Proposals are due by November 29, 2023.
This Week's Top Story
Longer Commutes, Shorter Lives: The Costs of Not Investing in America David Leonhardt, The New York Times
The Mark, an early computer relied upon by the U.S. Navy during World War II, in its laboratory at Harvard University in 1944.
The United States, for all that we spend as a nation on transportation, has stopped meaningfully investing in it. Investment, in simple terms, involves using today’s resources to make life better in the long term. Historically, the most successful economic growth strategy has revolved around investment. It was true in ancient Rome, with its roads and aqueducts, and in 19th-century Britain, with its railroads. During the 20th century, it was true in the United States as well as Japan and Europe.

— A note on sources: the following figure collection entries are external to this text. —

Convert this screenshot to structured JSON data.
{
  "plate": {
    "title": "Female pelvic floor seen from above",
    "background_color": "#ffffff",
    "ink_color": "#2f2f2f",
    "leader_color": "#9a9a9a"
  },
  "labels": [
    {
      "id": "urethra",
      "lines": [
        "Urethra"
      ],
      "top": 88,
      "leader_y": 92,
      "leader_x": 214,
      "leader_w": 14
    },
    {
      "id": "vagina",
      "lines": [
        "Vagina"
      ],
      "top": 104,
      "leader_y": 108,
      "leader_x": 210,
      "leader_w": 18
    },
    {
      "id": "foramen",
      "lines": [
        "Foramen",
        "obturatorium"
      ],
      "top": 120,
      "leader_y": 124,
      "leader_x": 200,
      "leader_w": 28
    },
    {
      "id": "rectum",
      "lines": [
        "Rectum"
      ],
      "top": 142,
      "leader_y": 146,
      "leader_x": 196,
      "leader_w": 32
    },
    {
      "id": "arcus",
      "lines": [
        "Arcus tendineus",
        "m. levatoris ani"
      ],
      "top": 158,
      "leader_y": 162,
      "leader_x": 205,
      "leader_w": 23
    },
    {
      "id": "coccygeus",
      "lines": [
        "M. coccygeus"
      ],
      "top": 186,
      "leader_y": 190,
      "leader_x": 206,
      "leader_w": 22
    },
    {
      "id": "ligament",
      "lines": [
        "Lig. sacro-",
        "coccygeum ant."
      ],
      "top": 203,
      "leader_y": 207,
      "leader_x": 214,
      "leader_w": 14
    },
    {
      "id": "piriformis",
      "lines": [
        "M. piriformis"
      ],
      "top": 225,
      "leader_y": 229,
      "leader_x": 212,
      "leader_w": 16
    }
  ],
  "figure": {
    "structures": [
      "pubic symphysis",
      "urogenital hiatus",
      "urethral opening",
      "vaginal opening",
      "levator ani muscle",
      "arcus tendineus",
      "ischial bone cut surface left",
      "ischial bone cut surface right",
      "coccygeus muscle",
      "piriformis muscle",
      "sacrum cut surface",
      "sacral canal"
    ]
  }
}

During the laissez-faire years leading up to the Great Depression, the United States invested relatively little money in scientific research, and the country fell behind. Europe dominated the Nobel Prizes during this period, and European countries, including Nazi Germany, began World War II with a technological advantage over the United States. The scariest evidence could be seen in the North Atlantic Ocean and Gulf of Mexico, where German U-boats sank more than 200 ships — sometimes visible from U.S. soil — early in the war and killed 5,000 Americans. Recognizing the threat from this technological gap, a small group of American scientists and government officials began an urgent effort to persuade Franklin Roosevelt to support an investment program larger than anything before. The result, called the National Defense Research Committee, funded research into radar, sonar, planes, ships, vehicles and guns. It included a race to develop an atomic bomb before the Nazis did.

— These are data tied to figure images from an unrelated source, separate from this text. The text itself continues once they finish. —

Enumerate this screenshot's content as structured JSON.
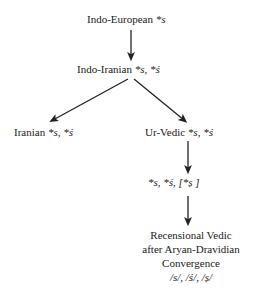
{
  "diagram": {
    "type": "family-tree",
    "background_color": "#ffffff",
    "text_color": "#1a1a1a",
    "arrow_color": "#222222",
    "nodes": [
      {
        "id": "indo-european",
        "label": "Indo-European",
        "segments": "*s",
        "full_text": "Indo-European *s"
      },
      {
        "id": "indo-iranian",
        "label": "Indo-Iranian",
        "segments": "*s, *ś",
        "full_text": "Indo-Iranian *s, *ś"
      },
      {
        "id": "iranian",
        "label": "Iranian",
        "segments": "*s, *ś",
        "full_text": "Iranian *s, *ś"
      },
      {
        "id": "ur-vedic",
        "label": "Ur-Vedic",
        "segments": "*s, *ś",
        "full_text": "Ur-Vedic *s, *ś"
      },
      {
        "id": "ur-vedic-reflex",
        "label": "",
        "segments": "*s, *ś, [*ṣ ]",
        "full_text": "*s, *ś, [*ṣ ]"
      },
      {
        "id": "recensional-vedic",
        "label": "Recensional Vedic after Aryan-Dravidian Convergence",
        "line1": "Recensional Vedic",
        "line2": "after Aryan-Dravidian",
        "line3": "Convergence",
        "phonemes": "/s/, /ś/, /ṣ/"
      }
    ],
    "edges": [
      {
        "from": "indo-european",
        "to": "indo-iranian",
        "style": "vertical-arrow"
      },
      {
        "from": "indo-iranian",
        "to": "iranian",
        "style": "diagonal-arrow-left"
      },
      {
        "from": "indo-iranian",
        "to": "ur-vedic",
        "style": "diagonal-arrow-right"
      },
      {
        "from": "ur-vedic",
        "to": "ur-vedic-reflex",
        "style": "vertical-arrow"
      },
      {
        "from": "ur-vedic-reflex",
        "to": "recensional-vedic",
        "style": "vertical-arrow"
      }
    ]
  }
}
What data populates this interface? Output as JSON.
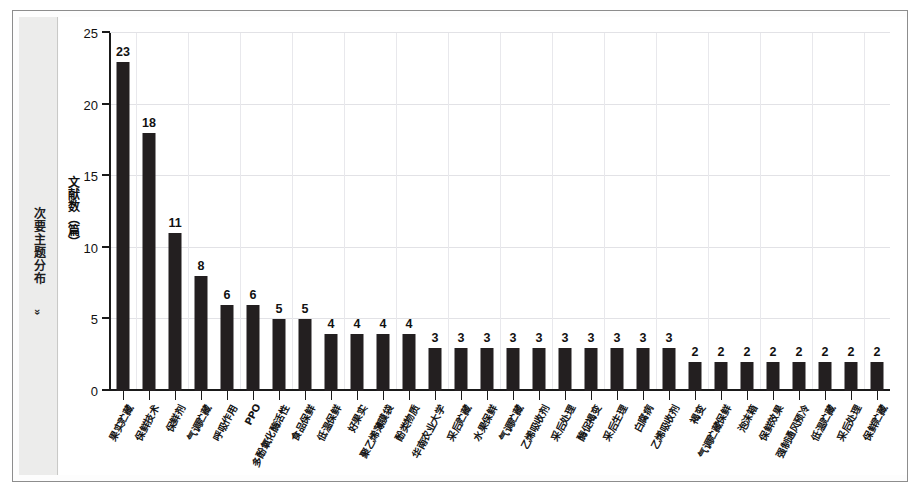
{
  "sidebar": {
    "label": "次要主题分布",
    "chevron": "»"
  },
  "chart_data": {
    "type": "bar",
    "title": "",
    "subtitle": "",
    "xlabel": "",
    "ylabel": "文献数（篇）",
    "ylim": [
      0,
      25
    ],
    "yticks": [
      0,
      5,
      10,
      15,
      20,
      25
    ],
    "ytick_labels": [
      "0",
      "5",
      "10",
      "15",
      "20",
      "25"
    ],
    "grid": true,
    "legend": "none",
    "bar_color": "#231f20",
    "show_value_labels": true,
    "categories": [
      "果实贮藏",
      "保鲜技术",
      "保鲜剂",
      "气调贮藏",
      "呼吸作用",
      "PPO",
      "多酚氧化酶活性",
      "食品保鲜",
      "低温保鲜",
      "好果实",
      "聚乙烯薄膜袋",
      "酚类物质",
      "华南农业大学",
      "采后贮藏",
      "水果保鲜",
      "气调贮藏",
      "乙烯吸收剂",
      "采后处理",
      "酶促褐变",
      "采后生理",
      "白腐病",
      "乙烯吸收剂",
      "褐变",
      "气调贮藏保鲜",
      "泡沫箱",
      "保鲜效果",
      "强制通风预冷",
      "低温贮藏",
      "采后处理",
      "保鲜贮藏"
    ],
    "values": [
      23,
      18,
      11,
      8,
      6,
      6,
      5,
      5,
      4,
      4,
      4,
      4,
      3,
      3,
      3,
      3,
      3,
      3,
      3,
      3,
      3,
      3,
      2,
      2,
      2,
      2,
      2,
      2,
      2,
      2
    ]
  }
}
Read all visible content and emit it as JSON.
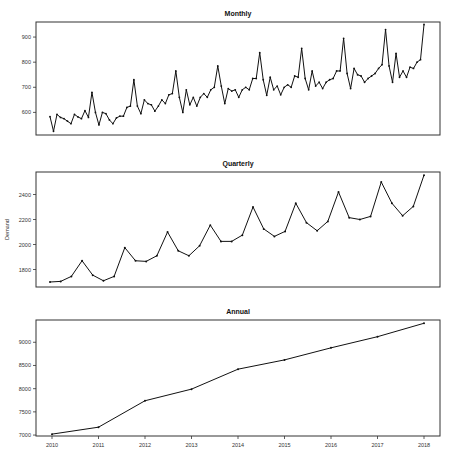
{
  "chart_data": [
    {
      "type": "line",
      "title": "Monthly",
      "xlabel": "",
      "ylabel": "",
      "yticks": [
        600,
        700,
        800,
        900
      ],
      "ylim": [
        510,
        960
      ],
      "grid": false,
      "x": "monthly index 2010-01 .. 2018-12",
      "values": [
        583,
        525,
        592,
        580,
        575,
        565,
        555,
        592,
        582,
        575,
        607,
        580,
        680,
        600,
        550,
        600,
        595,
        570,
        555,
        578,
        585,
        585,
        620,
        625,
        730,
        625,
        595,
        650,
        635,
        630,
        605,
        625,
        650,
        635,
        670,
        675,
        765,
        660,
        600,
        690,
        630,
        660,
        625,
        660,
        675,
        660,
        690,
        700,
        785,
        705,
        635,
        695,
        685,
        690,
        660,
        690,
        700,
        690,
        735,
        735,
        838,
        730,
        668,
        740,
        690,
        705,
        670,
        700,
        710,
        700,
        745,
        740,
        855,
        735,
        690,
        765,
        705,
        720,
        695,
        720,
        730,
        735,
        765,
        765,
        895,
        755,
        695,
        775,
        750,
        745,
        720,
        735,
        745,
        755,
        775,
        790,
        930,
        785,
        720,
        835,
        740,
        765,
        740,
        780,
        775,
        800,
        810,
        950
      ]
    },
    {
      "type": "line",
      "title": "Quarterly",
      "xlabel": "",
      "ylabel": "Demand",
      "yticks": [
        1800,
        2000,
        2200,
        2400
      ],
      "ylim": [
        1660,
        2580
      ],
      "grid": false,
      "x": "quarterly index 2010Q1 .. 2018Q4",
      "values": [
        1700,
        1705,
        1745,
        1870,
        1755,
        1710,
        1745,
        1975,
        1870,
        1865,
        1910,
        2100,
        1950,
        1910,
        1990,
        2155,
        2025,
        2025,
        2075,
        2300,
        2125,
        2065,
        2105,
        2330,
        2175,
        2110,
        2185,
        2420,
        2215,
        2200,
        2225,
        2500,
        2330,
        2230,
        2305,
        2555
      ]
    },
    {
      "type": "line",
      "title": "Annual",
      "xlabel": "",
      "ylabel": "",
      "categories": [
        "2010",
        "2011",
        "2012",
        "2013",
        "2014",
        "2015",
        "2016",
        "2017",
        "2018"
      ],
      "yticks": [
        7000,
        7500,
        8000,
        8500,
        9000
      ],
      "ylim": [
        6980,
        9480
      ],
      "grid": false,
      "values": [
        7020,
        7170,
        7740,
        7990,
        8420,
        8620,
        8880,
        9120,
        9410
      ]
    }
  ],
  "panels": {
    "monthly": {
      "title": "Monthly"
    },
    "quarterly": {
      "title": "Quarterly",
      "ylabel": "Demand"
    },
    "annual": {
      "title": "Annual"
    }
  }
}
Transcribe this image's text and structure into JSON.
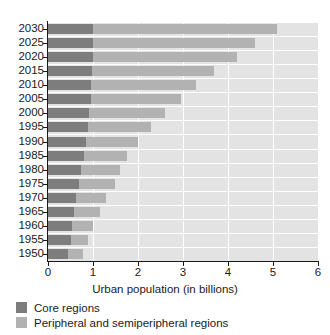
{
  "chart_data": {
    "type": "bar",
    "orientation": "horizontal",
    "stacked": true,
    "title": "",
    "xlabel": "Urban population (in billions)",
    "ylabel": "",
    "xlim": [
      0,
      6
    ],
    "xticks": [
      "0",
      "1",
      "2",
      "3",
      "4",
      "5",
      "6"
    ],
    "grid": true,
    "legend_position": "below",
    "categories": [
      "2030",
      "2025",
      "2020",
      "2015",
      "2010",
      "2005",
      "2000",
      "1995",
      "1990",
      "1985",
      "1980",
      "1975",
      "1970",
      "1965",
      "1960",
      "1955",
      "1950"
    ],
    "series": [
      {
        "name": "Core regions",
        "color": "#7d7d7d",
        "values": [
          1.01,
          1.0,
          0.99,
          0.98,
          0.96,
          0.95,
          0.92,
          0.89,
          0.85,
          0.8,
          0.74,
          0.68,
          0.63,
          0.58,
          0.54,
          0.5,
          0.45
        ]
      },
      {
        "name": "Peripheral and semiperipheral regions",
        "color": "#b2b2b2",
        "values": [
          4.09,
          3.6,
          3.21,
          2.72,
          2.34,
          2.0,
          1.68,
          1.41,
          1.15,
          0.95,
          0.86,
          0.82,
          0.67,
          0.57,
          0.46,
          0.38,
          0.33
        ]
      }
    ],
    "totals": [
      5.1,
      4.6,
      4.2,
      3.7,
      3.3,
      2.95,
      2.6,
      2.3,
      2.0,
      1.75,
      1.6,
      1.5,
      1.3,
      1.15,
      1.0,
      0.88,
      0.78
    ]
  },
  "legend": {
    "items": [
      {
        "label": "Core regions",
        "color": "#7d7d7d"
      },
      {
        "label": "Peripheral and semiperipheral regions",
        "color": "#b2b2b2"
      }
    ]
  }
}
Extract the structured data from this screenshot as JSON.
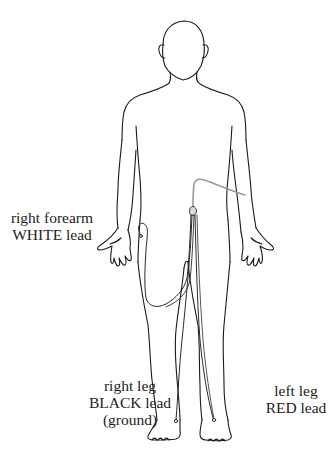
{
  "diagram": {
    "colors": {
      "outline": "#1a1a1a",
      "lead_wire": "#333333",
      "cable": "#999999",
      "text": "#222222",
      "background": "#ffffff"
    },
    "labels": {
      "right_forearm": {
        "line1": "right forearm",
        "line2": "WHITE lead"
      },
      "right_leg": {
        "line1": "right leg",
        "line2": "BLACK lead",
        "line3": "(ground)"
      },
      "left_leg": {
        "line1": "left leg",
        "line2": "RED lead"
      }
    }
  }
}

That effort arguably won World War II. American factories learned how to build a ship in less than three weeks, down from eight months at the war’s start. The American military officer overseeing this productive effort was Gen. Dwight D. Eisenhower. After becoming president in 1953, Eisenhower recognized that if government did not make vital investments, nobody would.

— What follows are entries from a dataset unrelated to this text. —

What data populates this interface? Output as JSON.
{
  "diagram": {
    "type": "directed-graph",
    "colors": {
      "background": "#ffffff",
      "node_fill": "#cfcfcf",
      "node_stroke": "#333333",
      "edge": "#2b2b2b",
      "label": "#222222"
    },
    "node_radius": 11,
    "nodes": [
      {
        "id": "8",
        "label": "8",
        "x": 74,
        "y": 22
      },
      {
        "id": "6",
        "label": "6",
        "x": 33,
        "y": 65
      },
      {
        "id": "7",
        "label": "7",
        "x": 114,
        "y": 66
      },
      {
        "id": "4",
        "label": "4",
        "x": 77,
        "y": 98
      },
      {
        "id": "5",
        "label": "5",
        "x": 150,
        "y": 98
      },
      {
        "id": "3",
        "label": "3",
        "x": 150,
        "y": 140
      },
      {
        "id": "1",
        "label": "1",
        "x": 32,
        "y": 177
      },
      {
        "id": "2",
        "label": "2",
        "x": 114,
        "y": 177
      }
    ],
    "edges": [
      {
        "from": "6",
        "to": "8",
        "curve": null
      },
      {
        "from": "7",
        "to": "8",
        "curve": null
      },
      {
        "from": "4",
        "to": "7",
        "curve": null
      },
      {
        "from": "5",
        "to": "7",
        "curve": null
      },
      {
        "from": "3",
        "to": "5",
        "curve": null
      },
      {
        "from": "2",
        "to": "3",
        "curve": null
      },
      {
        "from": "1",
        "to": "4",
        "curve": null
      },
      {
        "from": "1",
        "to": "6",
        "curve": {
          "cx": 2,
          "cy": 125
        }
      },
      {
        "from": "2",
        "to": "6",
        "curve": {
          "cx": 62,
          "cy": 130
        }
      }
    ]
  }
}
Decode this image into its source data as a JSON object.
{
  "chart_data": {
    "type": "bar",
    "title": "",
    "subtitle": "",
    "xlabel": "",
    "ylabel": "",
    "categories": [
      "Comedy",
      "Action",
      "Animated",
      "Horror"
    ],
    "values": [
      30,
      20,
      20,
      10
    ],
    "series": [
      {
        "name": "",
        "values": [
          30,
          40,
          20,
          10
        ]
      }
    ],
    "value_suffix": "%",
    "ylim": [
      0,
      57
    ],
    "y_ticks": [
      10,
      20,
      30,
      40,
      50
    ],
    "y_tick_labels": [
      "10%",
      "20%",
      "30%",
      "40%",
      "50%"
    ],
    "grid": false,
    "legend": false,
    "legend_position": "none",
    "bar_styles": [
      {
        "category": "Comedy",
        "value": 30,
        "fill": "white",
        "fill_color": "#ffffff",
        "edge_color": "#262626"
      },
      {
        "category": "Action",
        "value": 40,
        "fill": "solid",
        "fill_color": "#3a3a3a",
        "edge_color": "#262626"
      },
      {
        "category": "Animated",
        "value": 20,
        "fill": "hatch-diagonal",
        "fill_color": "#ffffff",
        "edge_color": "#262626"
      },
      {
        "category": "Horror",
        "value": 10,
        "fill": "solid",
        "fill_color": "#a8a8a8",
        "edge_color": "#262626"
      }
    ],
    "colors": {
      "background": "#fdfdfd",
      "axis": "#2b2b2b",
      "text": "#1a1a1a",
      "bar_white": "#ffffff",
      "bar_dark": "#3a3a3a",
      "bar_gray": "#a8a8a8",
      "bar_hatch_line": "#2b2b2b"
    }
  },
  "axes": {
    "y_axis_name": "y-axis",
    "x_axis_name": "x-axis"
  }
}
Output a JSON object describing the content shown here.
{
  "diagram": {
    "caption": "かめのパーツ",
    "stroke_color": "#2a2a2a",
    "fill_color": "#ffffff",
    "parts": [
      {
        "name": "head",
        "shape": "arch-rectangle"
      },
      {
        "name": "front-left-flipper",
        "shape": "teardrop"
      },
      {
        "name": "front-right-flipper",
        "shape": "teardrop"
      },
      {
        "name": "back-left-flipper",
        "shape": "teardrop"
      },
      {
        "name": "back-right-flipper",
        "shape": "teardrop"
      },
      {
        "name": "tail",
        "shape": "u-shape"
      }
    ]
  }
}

The Eisenhower investment boom has no peer in U.S. history, at least not outside a major war. Its best-known achievement, the Interstate System, allowed people and goods to move around the country much more quickly than before.
The postwar investment boom fit the historical pattern of successful government investments. First, the government paid for basic scientific research that the private sector was not conducting. Then the government helped create an early market for new products by buying them. Boeing, for example, got its start during World War I selling planes to the Navy. Later, the government paid for research that facilitated jet-airline technology and, by extension, the Boeing 707, the plane that launched transcontinental jet travel.
The development of one of the world's first computers, the Mark, was driven by investment from the federal government and subsequently used by the U.S. Navy during World War II to solve complex military calculations. Despite the role that computers played in winning the war, most of corporate America still did not recognize their importance afterward.
The federal government continued to invest in the technology because it could afford the inevitable setbacks that basic research involved. The federal government could insist that researchers build on one another’s ideas, rather than working in separate laboratories, unaware of related breakthroughs. The government could patiently finance research that was making progress but not yet ready for commercial applications. As soon as an invention was shown to be useful to the largest organization in the country — the military — the federal government could guarantee huge amounts of revenue through military contracts. As late as 1959, federal agencies financed about 85 percent of the country’s electronics research.
In recent years, federal spending on research and development has been less than half as large, relative to the size of the economy, as it was in the mid-1960s.